If you have a dedicated NVMe for development or downloads, point the index there — rebuilds run at NVMe speed.

  1. Open Control Panel → Indexing Options.
  2. Click Advanced.
  3. Under Index location, click Select new and choose a folder on your fastest SSD (e.g., D:\SearchIndex).
  4. Click OK. Windows confirms with “You need to restart the search service for this change to take effect.”
  5. Reboot.
  6. The indexer rebuilds at the new location. Subsequent rebuilds also run there.

Don’t move it to a slow HDD or an external drive — both make searches and rebuilds painful.

Method 3: Stop and rebuild the index manually after updates

If you want full control over when re-indexing happens (e.g., overnight, not during work hours):

  1. Open Control Panel → Indexing Options → Advanced.
  2. Click Rebuild under Troubleshooting. Confirm.
  3. The indexer empties its database and starts over. Schedule this for a night you’re not using the PC.
  4. Alternatively, stop the service temporarily during a work session:

    Stop-Service WSearch -Force (in elevated PowerShell)
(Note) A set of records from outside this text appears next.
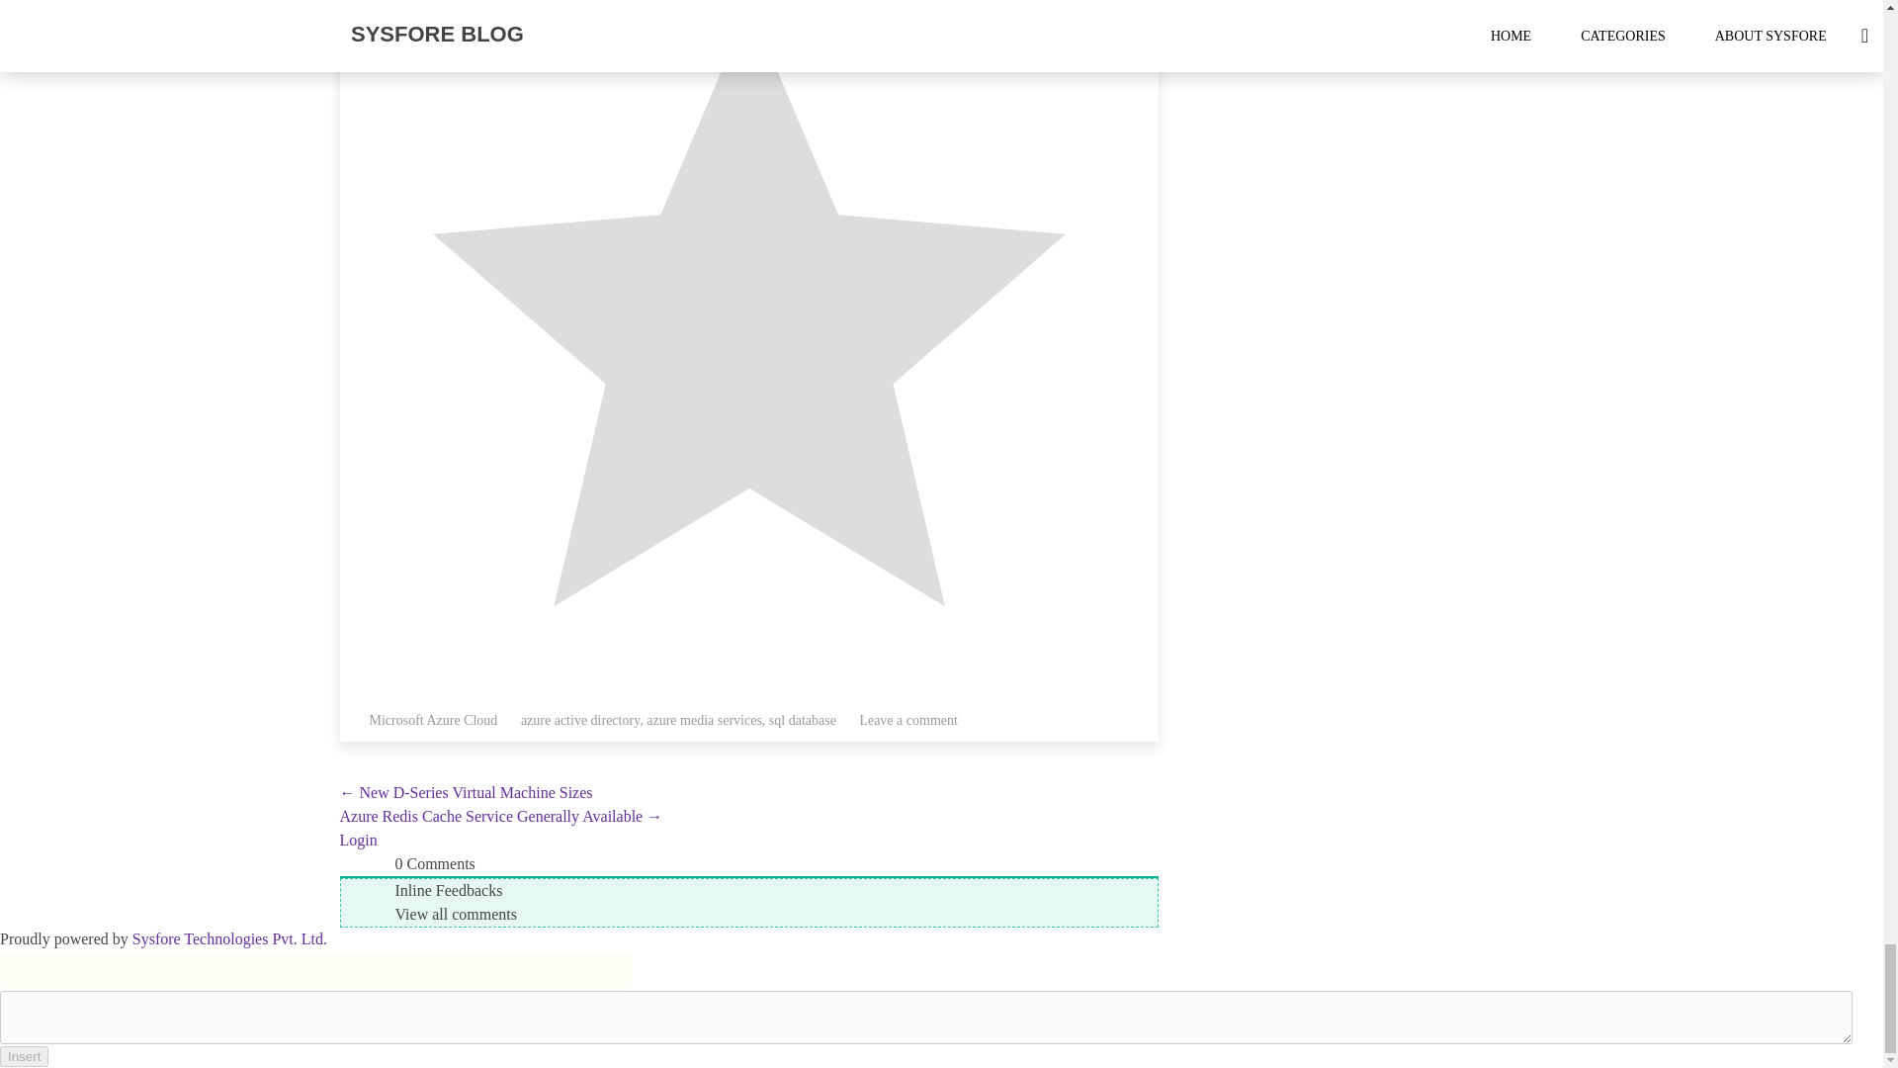 The height and width of the screenshot is (1068, 1898). I want to click on sql database, so click(803, 720).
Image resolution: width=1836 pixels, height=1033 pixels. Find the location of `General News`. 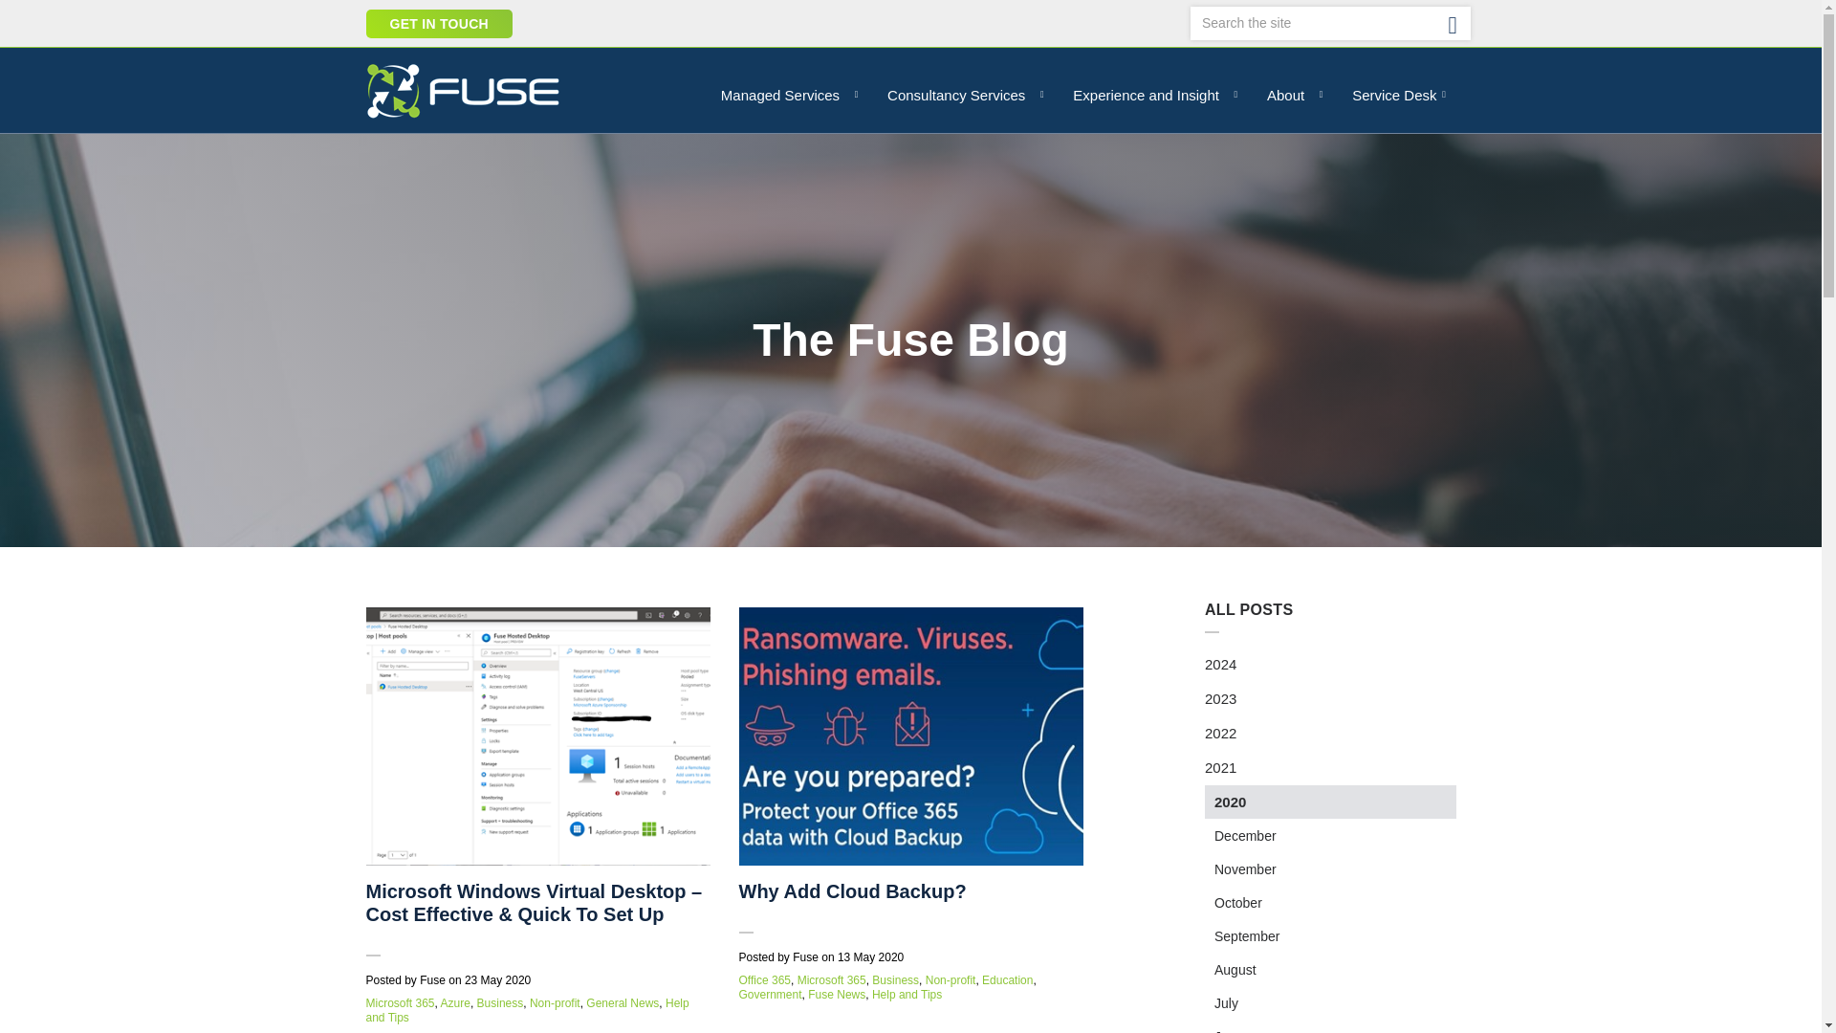

General News is located at coordinates (622, 1003).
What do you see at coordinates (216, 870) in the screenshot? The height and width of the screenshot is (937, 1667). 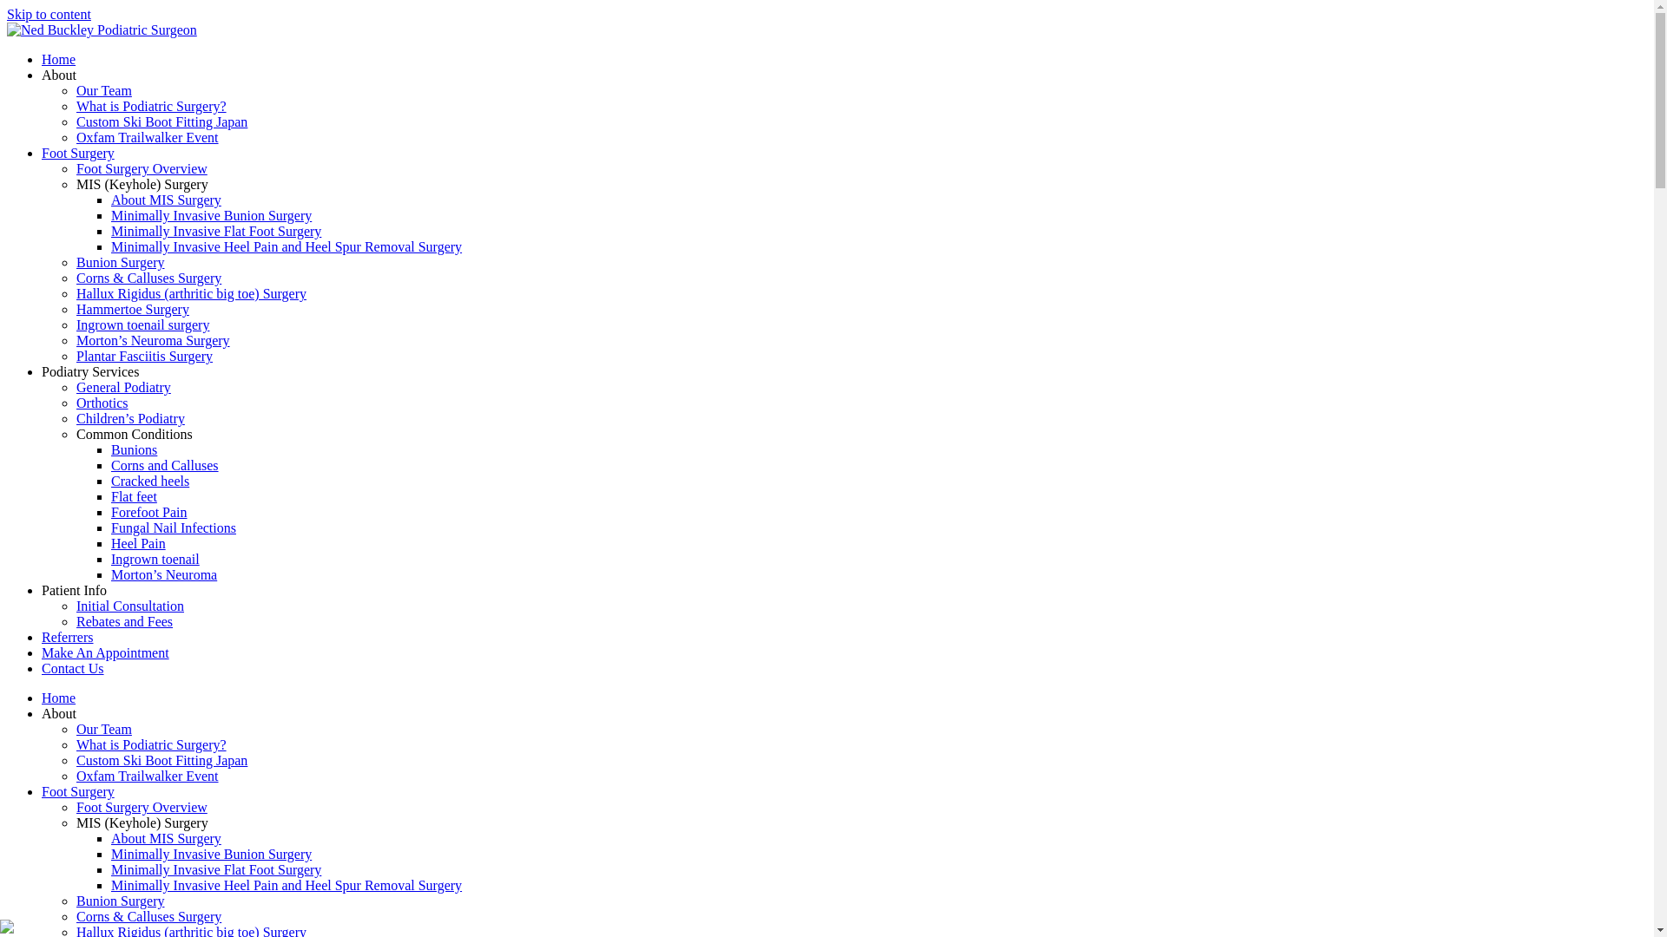 I see `Minimally Invasive Flat Foot Surgery` at bounding box center [216, 870].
    Re-enable when you have time:

    Start-Service WSearch

This isn’t a fix — it’s a workaround that lets you defer the rebuild cost. Useful for laptops on battery or systems with thermal limits.

How to verify the fix worked

  • Open Control Panel → Indexing Options. The Items indexed count is lower (if Method 1) or rebuilding faster (if Method 2).
  • SearchIndexer.exe CPU and disk activity drops to near-zero after the rebuild completes.
  • File Explorer search returns instant results for indexed locations.
  • Next cumulative update doesn’t produce a multi-day rebuild; the smaller scope finishes in hours.

If none of these work

If SearchIndexer keeps re-indexing even between updates, the database is corrupt — delete %ProgramData%\Microsoft\Search\Data\Applications\Windows (with the service stopped) and let it rebuild from scratch. For PCs where indexing chronically degrades performance, consider disabling the indexer entirely with sc config WSearch start=disabled — File Explorer search still works (it falls back to slow grep), but the background indexer no longer competes for I/O. This is fine for users who rarely search but want consistent responsiveness.

Bottom line: The first re-index after a cumulative update is unavoidable. Subsequent ones are smaller if you narrow the scope (Classic) or move the index to faster storage. Don’t panic when SearchIndexer goes crazy after an update — it’s expected, and shrinking the scope makes the next round faster.